Soil research and technology
Many technologies in agriculture rely on quality soil data, like models to recommend how much nitrogen or water to apply to a crop, or carbon marketplaces that sell credits for carbon sequestration in soils.
“In the US we are lucky that we have the US Soil Survey maps (SSURGO) that are accessible in a number of ways.” After the Dust Bowl, the Soil Conservation Service was founded with public investment, “to protect our soils and understand them more.” This has been a long-term investment in soil research. “We need to keep making progress on addressing issues around soil quality and how we keep our croplands productive.”
There are also entrepreneurs who are working on bringing new soil sensor technologies to farmers.

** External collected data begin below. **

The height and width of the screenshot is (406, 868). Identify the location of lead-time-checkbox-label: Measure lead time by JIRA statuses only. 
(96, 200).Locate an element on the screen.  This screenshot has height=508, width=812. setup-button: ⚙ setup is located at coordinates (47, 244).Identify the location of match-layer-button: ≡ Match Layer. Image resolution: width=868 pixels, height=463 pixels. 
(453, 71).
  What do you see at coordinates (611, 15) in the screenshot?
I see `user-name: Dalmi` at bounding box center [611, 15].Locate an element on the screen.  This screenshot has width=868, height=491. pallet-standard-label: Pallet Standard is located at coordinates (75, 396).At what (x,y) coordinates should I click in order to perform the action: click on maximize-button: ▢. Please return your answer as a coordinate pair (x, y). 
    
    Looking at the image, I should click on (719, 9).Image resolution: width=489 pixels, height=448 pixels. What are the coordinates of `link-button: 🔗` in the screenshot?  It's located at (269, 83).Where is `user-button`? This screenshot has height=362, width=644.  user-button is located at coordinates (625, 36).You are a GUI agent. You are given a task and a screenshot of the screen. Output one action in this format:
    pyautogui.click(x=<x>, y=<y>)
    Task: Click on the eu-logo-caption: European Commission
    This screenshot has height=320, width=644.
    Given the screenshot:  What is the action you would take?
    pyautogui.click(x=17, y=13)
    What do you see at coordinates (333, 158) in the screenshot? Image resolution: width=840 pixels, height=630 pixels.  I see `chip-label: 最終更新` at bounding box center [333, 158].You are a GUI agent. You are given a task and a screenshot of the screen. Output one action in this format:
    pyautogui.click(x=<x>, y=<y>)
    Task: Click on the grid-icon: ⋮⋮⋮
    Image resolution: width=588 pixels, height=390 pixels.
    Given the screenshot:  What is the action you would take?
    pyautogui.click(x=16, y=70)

Creating reliable tools that can gather data across an entire farm is difficult. “Something might work in a lab, but then epically fail in the field environment.”
One example of an innovation succeeding in the field is soil compaction mapping. Historically, farmers and agronomists painstakingly pushed special equipment into the soil at several points throughout the field to determine if there was compaction, and how deep it was. Now, there are sensors that can be mounted on an ATV to provide a “new data layer that could be used directly for a management decision.”
“Anytime we get a new way of looking at soil, especially at scale and at a price that makes sense for farmers is a huge opportunity.”
Deeper reading on soil
While we just scratched the surface of the world of soil, there are many resources to learn more. A few of Andrew’s favorites are below:
Nature and Properties of Soils: The classic introductory textbook
Soil Health Institute: For resources and learning about soil health
SoilWeb: Comprehensive data about the soil in your area (if in US), developed by USDA NRCS (with easy-to-use map developed in partnership with UC Davis).
University Extension websites are a great resource, with the bonus that they usually focus on regional topics. One example is UMN on soil management and health.
The Worst Hard Time: The Untold Story of Those Who Survived the Great American Dust Bowl by Timothy Egan
Topsoil is handcrafted just for you by Ariel Patton. Complete sources can be found here. All views expressed and any errors in this newsletter are my own. A sincere thank you to Andrew McGowan for sharing his soil expertise and enthusiasm. I can’t look at soil the same way! Thanks to Mike Rigg, Tim Durham, and Steven Adler for thoughtful feedback on this edition.
If Topsoil has helped you understand the fascinating world of agriculture a little better, please like using the heart button below, subscribe, or share with an ag-curious friend!



Here is an interview I did with James Corbett on Regenerative Agriculture that you may appreciate:
https://open.substack.com/pub/corbettreport/p/regenerative-agriculture-solutionswatch?r=q2yay&utm_medium=ios
Excellent overview. Thank you. Appreciate the reading list for more information as well. I’m curious. What is the average CEC ratings of productive Midwest soils vis-a-vis Brazilian soils. I was surprised to learn Brazilian soils are low in organic matter given my assumption they were once part of the Amazon. Keep up the good work Ariel.